Fire-Baptized Holiness Church
The Fire-Baptized Holiness Church was a holiness Christian denomination in North America and much of the denomination was involved in the early formation of Pentecostalism, the advent of which caused a schism in the church; it continues today in the following denominations: International Pentecostal Holiness Church, Fire Baptized Holiness Church of God of the Americas, Bible Holiness Church and Wesleyan Holiness Alliance.
The Fire-Baptized Holiness Church was founded in 1896, mainly from a Methodist background, with Benjamin Wesley Young and Benjamin Hardin Irwin serving as leaders. Irwin, a Wesleyan Methodist elder taught belief in a baptism by fire (known in short as "the fire"), influenced by his reading of John William Fletcher, an early Methodist divine.
The Southeastern Kansas Fire Baptized Holiness Association dissolved its relationship with the rest of the denomination in 1898 after Irwin began to preach the necessity of maintaining Jewish dietary laws; the Southeastern Kansas Fire Baptized Holiness Association renamed itself as the Fire Baptized Holiness Association of Southeastern Kansas in 1904 and then the Fire Baptized Holiness Church in 1945 and then the present-day name of Bible Holiness Church in 1995.

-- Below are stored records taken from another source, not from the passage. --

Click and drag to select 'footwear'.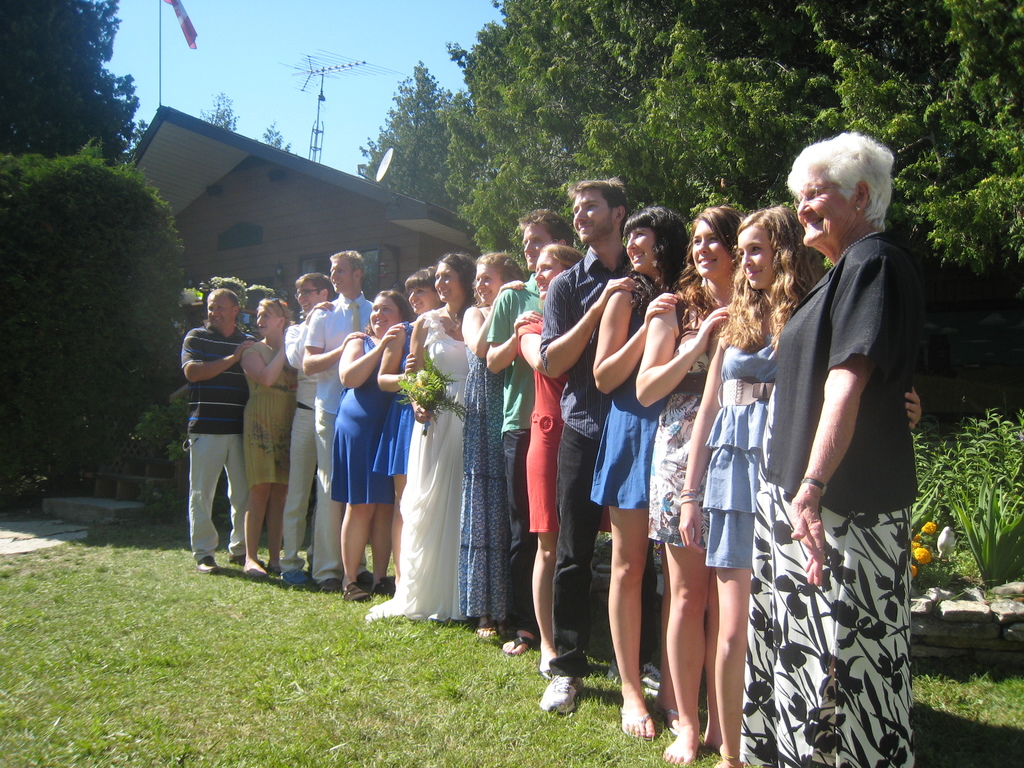
Selection: (left=361, top=573, right=374, bottom=587).
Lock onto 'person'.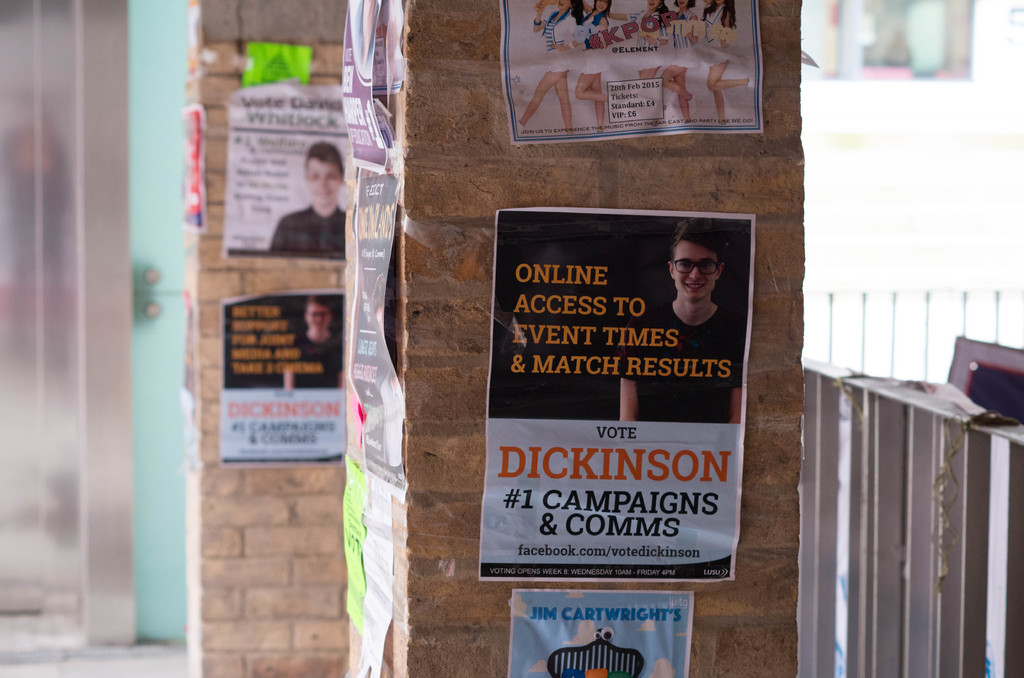
Locked: locate(262, 150, 362, 242).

In 1908, most of the African-American members withdrew to form a church, the Fire Baptized Holiness Church of God of the Americas. Most of the original Fire-Baptized Holiness Church merged with the Pentecostal Holiness Church in 1911, forming a new denomination known as the International Pentecostal Holiness Church. Before the merger, the Fire-Baptized Holiness Church was an interracial body.